Because he has opposed Secretary Benson, Hoegh has lost the active support of the pro-Benson Iowa Farm Bureau Federation, but has not won the backing of anti-Benson farm organizations. He does not object to Benson's policy (he has urged "flexible supports or some other means to get the farmer full parity in the marketplace") as much as he does to Benson's attitude, which he considers anything but flexible.

"Democrats Have Did." Playing all the factors against Hoegh is the Democratic candidate for governor, 45-year-old Herschel C. Loveless, former mayor of Ottumwa (pop. 33,000). A onetime railroad-bridge-building foreman whose education was limited to high school, Loveless speaks to the voters in shop English ("Hoegh has went"; "Democrats have did"), but he speaks a language that opens the ears. "The cost of state government when income is on the decline is the No. 1 problem in Iowa," he tells his campaign audiences. "Do you want 'High-Tax Hoegh' back in the State Capitol?"

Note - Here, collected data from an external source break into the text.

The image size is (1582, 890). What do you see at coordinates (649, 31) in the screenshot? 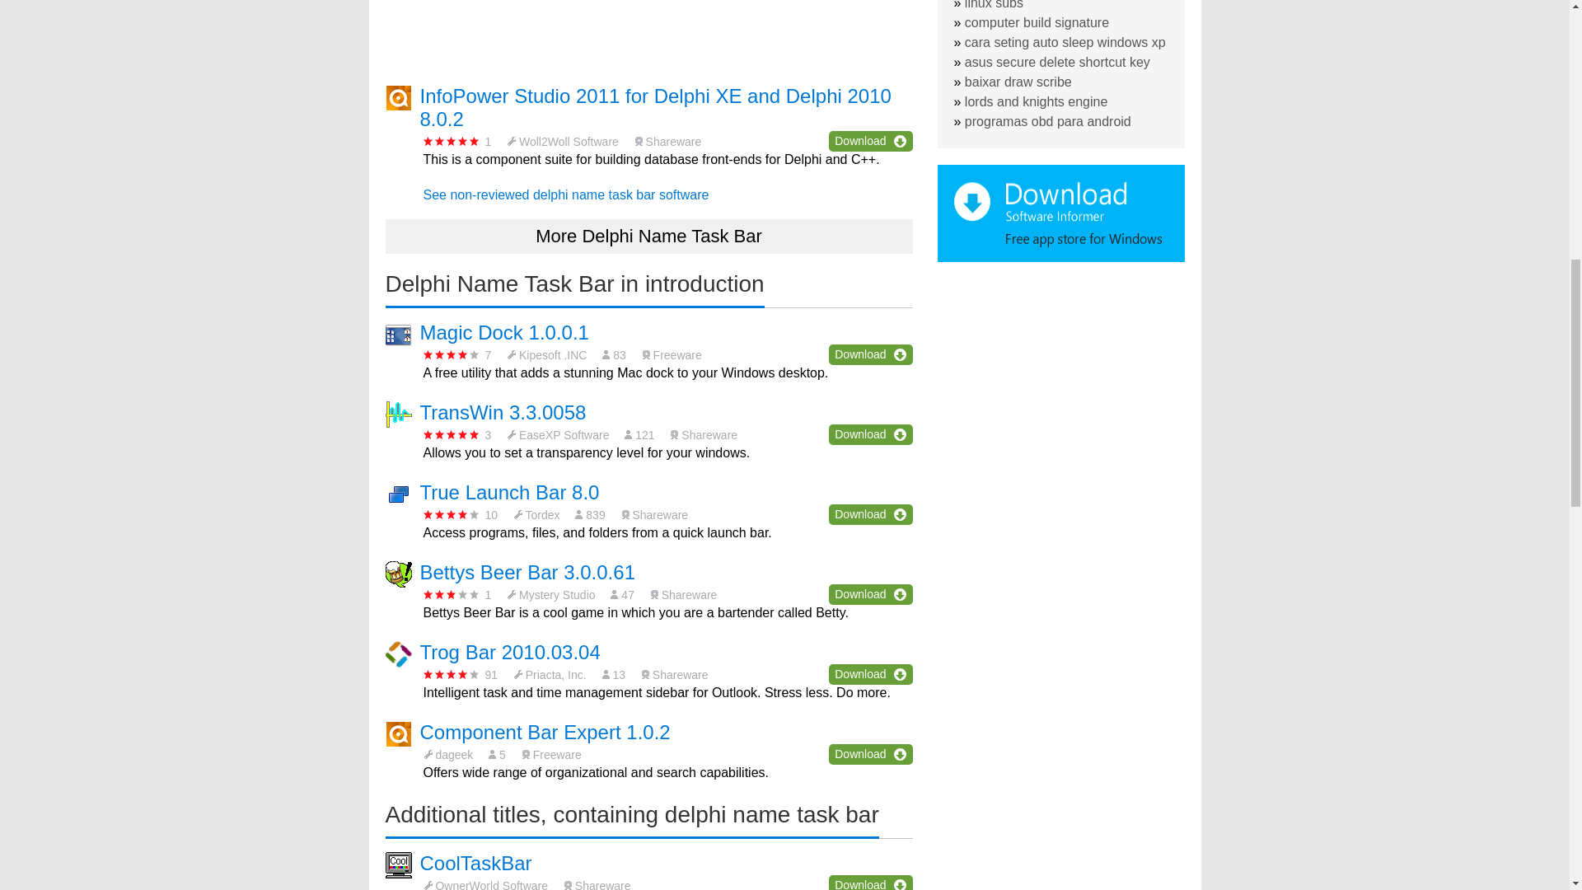
I see `Advertisement` at bounding box center [649, 31].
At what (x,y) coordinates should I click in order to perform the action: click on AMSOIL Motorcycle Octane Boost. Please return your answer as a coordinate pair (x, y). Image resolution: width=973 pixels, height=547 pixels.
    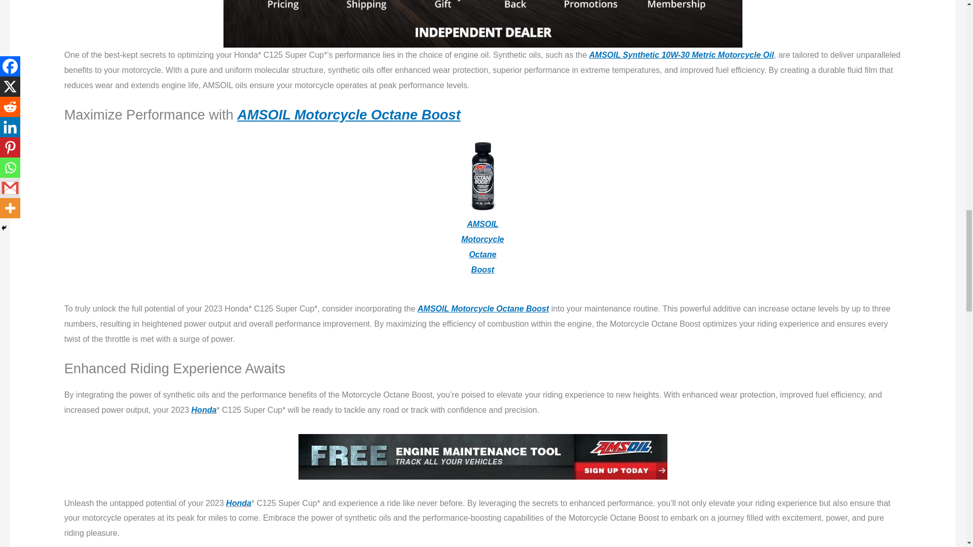
    Looking at the image, I should click on (482, 308).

Running behind, Hoegh is running hard. He is running on his own record, not anyone's coattails, and pushing one central point: "We have achieved progress for better schools, better roads and better mental health." Then he drops in a request that the people go to the polls and "vote for Eisenhower, vote for Hickenlooper, and while you're in there, you might also remember to vote for Leo."

Down the Drain? Going into the 1956 elections, Republicans hold every top political position in Iowa, and Leo Hoegh does not aim to be the one who is knocked out. Of the 32 governors since Iowa became a state, only five have been Democrats. When reporters point this out to Governor Hoegh and ask him about the polls that show him running behind, he replies with a characteristic, "Haw!" and then asks: "What are you boys trying to do, ruin my morale?"

As a result of hard campaigning and growing support from the whole Republican organization, Hoegh seems to be gaining. Some of his supporters have been pressuring him to take two steps that they think might sew up the election: 1) reverse his position on the union shop to thaw out the Iowa Manufacturers Association, and 2s) promise that he will reduce taxes in his next administration to please everyone. Much like a man named Benson, whose adamant attitude he does not like, Leo Hoegh has refused to turn his coat. Says he: "I'd rather go down the drain with my program than try to weasel out now. And I don't think I'm going down any drains."

Actually there is no dramatic solution to the troubles that beset Leo Hoegh. His principal problem is that he has caught the spirit of an era that is beginning to recognize the need for a resurgence of good local and state government--and. in doing so. he has perhaps stirred his quiet state too much. But if he has gone too far too fast, he can take a governor's small comfort from the conviction that one year--if not this year--his state will forget the anthills and look with satisfaction on the considerable movements of home-grown progressive government.